Dear Friends,
A month or two ago, I needed the state inspection done for my car. I decided to go to the combination state inspection / coffeehouse place up the street. Two birds, one stone. As I am waiting with my latte for the inspection to be done, I observe two small children coloring under the watchful eye of the barista, who appeared to be their older sibling or perhaps their parent. (I’m not great at judging ages.)
“We have to draw a park, but we don’t know how,” the children suddenly wail. Children get that way; something must be accomplished with the utmost urgency, but it’s not important for them to give any context. Their guardian says, “Okay, can you draw swings?” and the children nod and use their crayons to draw swings. “Great, can you draw trees? Can you draw two trees?” The children do this dutifully. “How about some grass?” The children scribble for a while.
“Guess what we did? We drew a park!” At this point, the children lose their shit. “We did it! We didn’t think we could do it! But we did.”
At the two-year mark of the pandemic, sometimes, everything feels like hopeless bullshit. The sheer muchness of it all. People are dying, people are refusing to take this seriously. I don’t know how to make shelters anymore. I don’t know how to make beautiful places. (And to think I wrote this note before Putin’s invasion of Ukraine. Somehow, shelter as a concept is even more precarious.)
But I do know how to draw a swing. Two upside-down U’s, a line on top, two parallel lines hanging down, with a swoosh in the middle. Any color or colors of crayon will do.
It’s a start.
I have to believe in the power of art, in the power of making. I have to believe that we can still, despite everything, be creators.
Here is proof. We are still making things. We are making poems of joy, stories of sorrow, collages of pain, erasures of old letters. And if you feel like you’ve forgotten how to do it yourself, I’ve got a fresh pack of crayons.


**Task objective:**
The word "square" marks the lines to copy; find all of them in the entries below.

Data tied to figure images
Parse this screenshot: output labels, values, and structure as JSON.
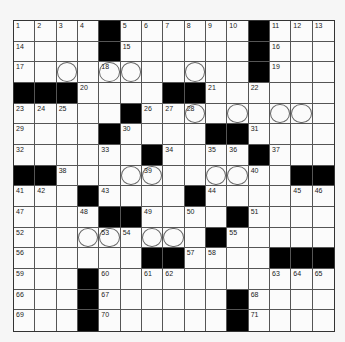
{
  "puzzle": {
    "rows": 15,
    "cols": 15,
    "colors": {
      "black": "#000000",
      "cell": "#fbfbfb",
      "background": "#f6f6f6",
      "line": "#555555"
    },
    "grid": [
      [
        "1",
        "2",
        "3",
        "4",
        "#",
        "5",
        "6",
        "7",
        "8",
        "9",
        "10",
        "#",
        "11",
        "12",
        "13"
      ],
      [
        "14",
        ".",
        ".",
        ".",
        "#",
        "15",
        ".",
        ".",
        ".",
        ".",
        ".",
        "#",
        "16",
        ".",
        "."
      ],
      [
        "17",
        ".",
        "o",
        ".",
        "18o",
        "o",
        ".",
        ".",
        "o",
        ".",
        ".",
        "#",
        "19",
        ".",
        "."
      ],
      [
        "#",
        "#",
        "#",
        "20",
        ".",
        ".",
        ".",
        "#",
        "#",
        "21",
        ".",
        "22",
        ".",
        ".",
        "."
      ],
      [
        "23",
        "24",
        "25",
        ".",
        ".",
        "#",
        "26",
        "27",
        "28o",
        ".",
        "o",
        ".",
        "o",
        "o",
        "."
      ],
      [
        "29",
        ".",
        ".",
        ".",
        "#",
        "30",
        ".",
        ".",
        ".",
        "#",
        "#",
        "31",
        ".",
        ".",
        "."
      ],
      [
        "32",
        ".",
        ".",
        ".",
        "33",
        ".",
        "#",
        "34",
        ".",
        "35",
        "36",
        "#",
        "37",
        ".",
        "."
      ],
      [
        "#",
        "#",
        "38",
        ".",
        ".",
        "o",
        "39o",
        ".",
        ".",
        "o",
        "o",
        "40",
        ".",
        "#",
        "#"
      ],
      [
        "41",
        "42",
        ".",
        "#",
        "43",
        ".",
        ".",
        ".",
        "#",
        "44",
        ".",
        ".",
        ".",
        "45",
        "46"
      ],
      [
        "47",
        ".",
        ".",
        "48",
        "#",
        "#",
        "49",
        ".",
        "50",
        ".",
        "#",
        "51",
        ".",
        ".",
        "."
      ],
      [
        "52",
        ".",
        ".",
        "o",
        "53o",
        "54",
        "o",
        "o",
        ".",
        "#",
        "55",
        ".",
        ".",
        ".",
        "."
      ],
      [
        "56",
        ".",
        ".",
        ".",
        ".",
        ".",
        "#",
        "#",
        "57",
        "58",
        ".",
        ".",
        "#",
        "#",
        "#"
      ],
      [
        "59",
        ".",
        ".",
        "#",
        "60",
        ".",
        "61",
        "62",
        ".",
        ".",
        ".",
        ".",
        "63",
        "64",
        "65"
      ],
      [
        "66",
        ".",
        ".",
        "#",
        "67",
        ".",
        ".",
        ".",
        ".",
        ".",
        "#",
        "68",
        ".",
        ".",
        "."
      ],
      [
        "69",
        ".",
        ".",
        "#",
        "70",
        ".",
        ".",
        ".",
        ".",
        ".",
        "#",
        "71",
        ".",
        ".",
        "."
      ]
    ],
    "legend": {
      "#": "black-square",
      ".": "empty-square",
      "o": "circled-square",
      "Nn": "numbered-square",
      "No": "numbered-circled-square"
    }
  }
}
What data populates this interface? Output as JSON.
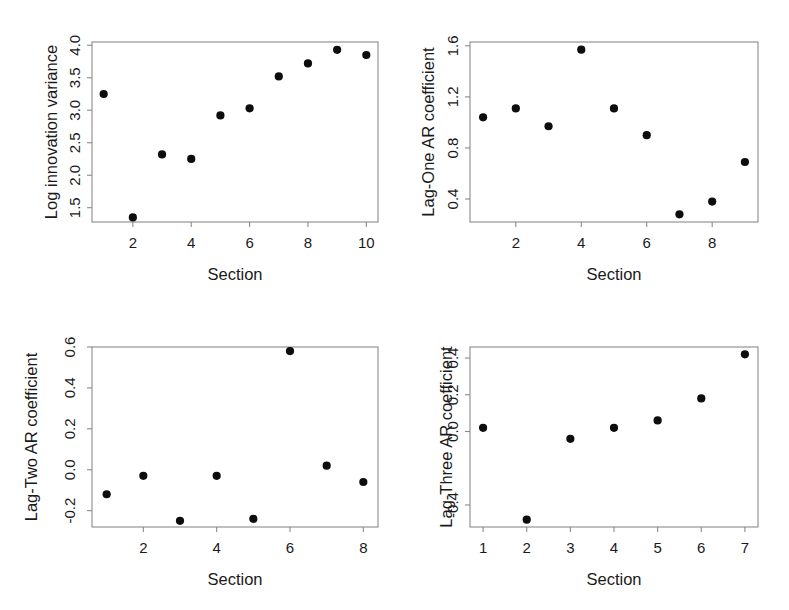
{
  "figure": {
    "background_color": "#ffffff",
    "point_color": "#0d0d0d",
    "axis_color": "#8a8a8a",
    "panel_count": 4,
    "layout": "2x2 grid of scatter panels"
  },
  "chart_data": [
    {
      "type": "scatter",
      "title": "",
      "xlabel": "Section",
      "ylabel": "Log innovation variance",
      "x": [
        1,
        2,
        3,
        4,
        5,
        6,
        7,
        8,
        9,
        10
      ],
      "values": [
        3.25,
        1.35,
        2.32,
        2.25,
        2.92,
        3.03,
        3.52,
        3.72,
        3.93,
        3.85
      ],
      "xticks": [
        2,
        4,
        6,
        8,
        10
      ],
      "xticklabels": [
        "2",
        "4",
        "6",
        "8",
        "10"
      ],
      "yticks": [
        1.5,
        2.0,
        2.5,
        3.0,
        3.5,
        4.0
      ],
      "yticklabels": [
        "1.5",
        "2.0",
        "2.5",
        "3.0",
        "3.5",
        "4.0"
      ],
      "xlim": [
        0.6,
        10.4
      ],
      "ylim": [
        1.28,
        4.05
      ],
      "grid": false,
      "legend": "none"
    },
    {
      "type": "scatter",
      "title": "",
      "xlabel": "Section",
      "ylabel": "Lag-One AR coefficient",
      "x": [
        1,
        2,
        3,
        4,
        5,
        6,
        7,
        8,
        9
      ],
      "values": [
        1.04,
        1.11,
        0.97,
        1.57,
        1.11,
        0.9,
        0.28,
        0.38,
        0.69
      ],
      "xticks": [
        2,
        4,
        6,
        8
      ],
      "xticklabels": [
        "2",
        "4",
        "6",
        "8"
      ],
      "yticks": [
        0.4,
        0.8,
        1.2,
        1.6
      ],
      "yticklabels": [
        "0.4",
        "0.8",
        "1.2",
        "1.6"
      ],
      "xlim": [
        0.6,
        9.4
      ],
      "ylim": [
        0.22,
        1.63
      ],
      "grid": false,
      "legend": "none"
    },
    {
      "type": "scatter",
      "title": "",
      "xlabel": "Section",
      "ylabel": "Lag-Two AR coefficient",
      "x": [
        1,
        2,
        3,
        4,
        5,
        6,
        7,
        8
      ],
      "values": [
        -0.12,
        -0.03,
        -0.25,
        -0.03,
        -0.24,
        0.58,
        0.02,
        -0.06
      ],
      "xticks": [
        2,
        4,
        6,
        8
      ],
      "xticklabels": [
        "2",
        "4",
        "6",
        "8"
      ],
      "yticks": [
        -0.2,
        0.0,
        0.2,
        0.4,
        0.6
      ],
      "yticklabels": [
        "-0.2",
        "0.0",
        "0.2",
        "0.4",
        "0.6"
      ],
      "xlim": [
        0.6,
        8.4
      ],
      "ylim": [
        -0.28,
        0.6
      ],
      "grid": false,
      "legend": "none"
    },
    {
      "type": "scatter",
      "title": "",
      "xlabel": "Section",
      "ylabel": "Lag-Three AR coefficient",
      "x": [
        1,
        2,
        3,
        4,
        5,
        6,
        7
      ],
      "values": [
        0.02,
        -0.48,
        -0.04,
        0.02,
        0.06,
        0.18,
        0.42
      ],
      "xticks": [
        1,
        2,
        3,
        4,
        5,
        6,
        7
      ],
      "xticklabels": [
        "1",
        "2",
        "3",
        "4",
        "5",
        "6",
        "7"
      ],
      "yticks": [
        -0.4,
        0.0,
        0.2,
        0.4
      ],
      "yticklabels": [
        "-0.4",
        "0.0",
        "0.2",
        "0.4"
      ],
      "xlim": [
        0.7,
        7.3
      ],
      "ylim": [
        -0.52,
        0.46
      ],
      "grid": false,
      "legend": "none"
    }
  ]
}
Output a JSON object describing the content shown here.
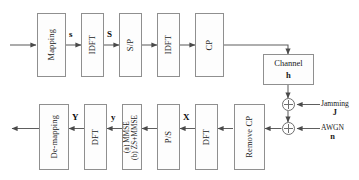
{
  "diagram": {
    "colors": {
      "background": "#ffffff",
      "block_border": "#8f8f8f",
      "block_fill": "#fdfdfd",
      "wire": "#5e5e5e",
      "text": "#1a1a1a"
    },
    "transmitter_chain": [
      {
        "id": "mapping",
        "label": "Mapping"
      },
      {
        "id": "idft1",
        "label": "IDFT"
      },
      {
        "id": "sp",
        "label": "S/P"
      },
      {
        "id": "idft2",
        "label": "IDFT"
      },
      {
        "id": "cp",
        "label": "CP"
      }
    ],
    "channel": {
      "id": "channel",
      "label": "Channel",
      "gain_symbol": "h"
    },
    "noise_sources": [
      {
        "id": "jamming",
        "label": "Jamming",
        "symbol": "J",
        "operator": "plus-circle"
      },
      {
        "id": "awgn",
        "label": "AWGN",
        "symbol": "n",
        "operator": "plus-circle"
      }
    ],
    "receiver_chain": [
      {
        "id": "remove-cp",
        "label": "Remove CP"
      },
      {
        "id": "dft1",
        "label": "DFT"
      },
      {
        "id": "ps",
        "label": "P/S"
      },
      {
        "id": "equalizer",
        "label_line1": "(a) MMSE",
        "label_line2": "(b) ZS+MMSE"
      },
      {
        "id": "dft2",
        "label": "DFT"
      },
      {
        "id": "de-mapping",
        "label": "De-mapping"
      }
    ],
    "signal_labels": [
      {
        "id": "s-lower-tx",
        "text": "s"
      },
      {
        "id": "s-upper-tx",
        "text": "S"
      },
      {
        "id": "x-upper-rx",
        "text": "X"
      },
      {
        "id": "y-lower-rx",
        "text": "y"
      },
      {
        "id": "y-upper-rx",
        "text": "Y"
      }
    ]
  }
}
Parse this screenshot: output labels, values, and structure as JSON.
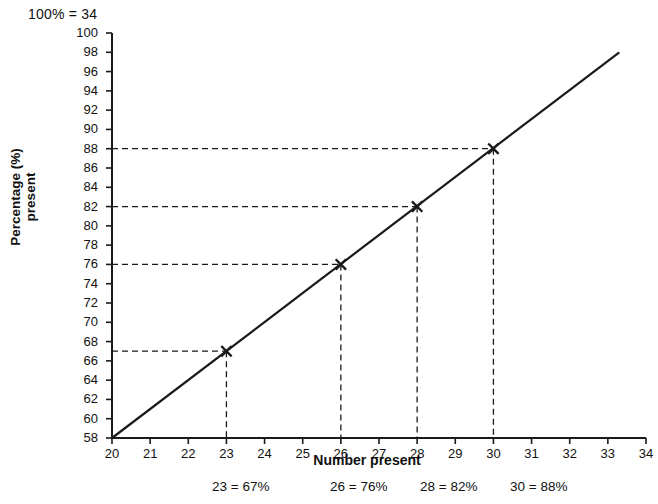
{
  "chart_data": {
    "type": "line",
    "title": "",
    "scale_note": "100% = 34",
    "xlabel": "Number present",
    "ylabel": "Percentage (%)\npresent",
    "xlim": [
      20,
      34
    ],
    "ylim": [
      58,
      100
    ],
    "xticks": [
      20,
      21,
      22,
      23,
      24,
      25,
      26,
      27,
      28,
      29,
      30,
      31,
      32,
      33,
      34
    ],
    "yticks": [
      58,
      60,
      62,
      64,
      66,
      68,
      70,
      72,
      74,
      76,
      78,
      80,
      82,
      84,
      86,
      88,
      90,
      92,
      94,
      96,
      98,
      100
    ],
    "grid": false,
    "legend": "none",
    "line": {
      "name": "conversion line",
      "x_start": 20,
      "y_start": 58,
      "x_end": 33.3,
      "y_end": 98,
      "color": "#1a1a1a"
    },
    "points": [
      {
        "x": 23,
        "y": 67,
        "marker": "cross",
        "label": "23 = 67%"
      },
      {
        "x": 26,
        "y": 76,
        "marker": "cross",
        "label": "26 = 76%"
      },
      {
        "x": 28,
        "y": 82,
        "marker": "cross",
        "label": "28 = 82%"
      },
      {
        "x": 30,
        "y": 88,
        "marker": "cross",
        "label": "30 = 88%"
      }
    ],
    "annotations": [
      {
        "text": "23 = 67%",
        "left": 212
      },
      {
        "text": "26 = 76%",
        "left": 330
      },
      {
        "text": "28 = 82%",
        "left": 420
      },
      {
        "text": "30 = 88%",
        "left": 510
      }
    ],
    "colors": {
      "line": "#1a1a1a",
      "axis": "#1a1a1a",
      "guide": "#1a1a1a",
      "text": "#111111",
      "background": "#ffffff"
    }
  }
}
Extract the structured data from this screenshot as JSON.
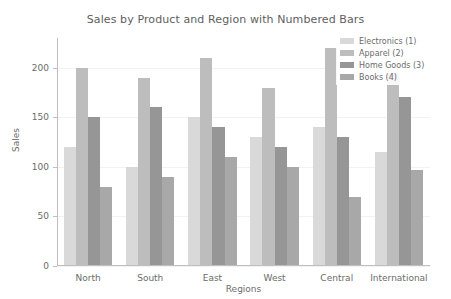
{
  "chart_data": {
    "type": "bar",
    "title": "Sales by Product and Region with Numbered Bars",
    "xlabel": "Regions",
    "ylabel": "Sales",
    "categories": [
      "North",
      "South",
      "East",
      "West",
      "Central",
      "International"
    ],
    "series": [
      {
        "name": "Electronics (1)",
        "color": "#d9d9d9",
        "values": [
          120,
          100,
          150,
          130,
          140,
          115
        ]
      },
      {
        "name": "Apparel (2)",
        "color": "#bdbdbd",
        "values": [
          200,
          190,
          210,
          180,
          220,
          195
        ]
      },
      {
        "name": "Home Goods (3)",
        "color": "#969696",
        "values": [
          150,
          160,
          140,
          120,
          130,
          170
        ]
      },
      {
        "name": "Books (4)",
        "color": "#a8a8a8",
        "values": [
          80,
          90,
          110,
          100,
          70,
          97
        ]
      }
    ],
    "ylim": [
      0,
      230
    ],
    "yticks": [
      0,
      50,
      100,
      150,
      200
    ],
    "ytick_labels": [
      "0",
      "50",
      "100",
      "150",
      "200"
    ],
    "grid": false,
    "legend_position": "upper right"
  }
}
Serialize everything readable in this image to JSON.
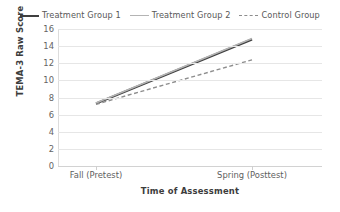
{
  "chart_data": {
    "type": "line",
    "title": "",
    "xlabel": "Time of Assessment",
    "ylabel": "TEMA-3 Raw Score",
    "categories": [
      "Fall (Pretest)",
      "Spring (Posttest)"
    ],
    "ylim": [
      0,
      16
    ],
    "ytick_labels": [
      "16",
      "14",
      "12",
      "10",
      "8",
      "6",
      "4",
      "2",
      "0"
    ],
    "ytick_values": [
      16,
      14,
      12,
      10,
      8,
      6,
      4,
      2,
      0
    ],
    "grid": true,
    "legend_position": "top",
    "series": [
      {
        "name": "Treatment Group 1",
        "values": [
          7.3,
          14.8
        ],
        "style": "solid",
        "color": "#3f3f3f",
        "width": 2.4
      },
      {
        "name": "Treatment Group 2",
        "values": [
          7.35,
          14.9
        ],
        "style": "solid",
        "color": "#b4b4b4",
        "width": 1.6
      },
      {
        "name": "Control Group",
        "values": [
          7.2,
          12.4
        ],
        "style": "dashed",
        "color": "#8d8d8d",
        "width": 1.4
      }
    ]
  },
  "legend": {
    "entries": [
      {
        "label": "Treatment Group 1",
        "swatch": "solid-dark"
      },
      {
        "label": "Treatment Group 2",
        "swatch": "solid-light"
      },
      {
        "label": "Control Group",
        "swatch": "dashed"
      }
    ]
  },
  "axes": {
    "y_title": "TEMA-3 Raw Score",
    "x_title": "Time of Assessment",
    "x_labels": [
      "Fall (Pretest)",
      "Spring (Posttest)"
    ],
    "y_labels": [
      "16",
      "14",
      "12",
      "10",
      "8",
      "6",
      "4",
      "2",
      "0"
    ]
  }
}
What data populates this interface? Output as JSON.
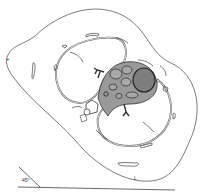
{
  "diagram": {
    "type": "anatomical cross-section",
    "labels": {
      "marker_left": "+",
      "angle": "45°",
      "marker_bottom": "L",
      "structure_a": "A",
      "structure_b": "T"
    },
    "colors": {
      "line": "#444444",
      "heart_fill": "#8a8a8a",
      "heart_dark": "#5a5a5a",
      "background": "#ffffff"
    }
  }
}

**Answer to this task:**
      "#": "black-square",
      ".": "empty-square",
      "o": "circled-square",
      "Nn": "numbered-square",
      "No": "numbered-circled-square"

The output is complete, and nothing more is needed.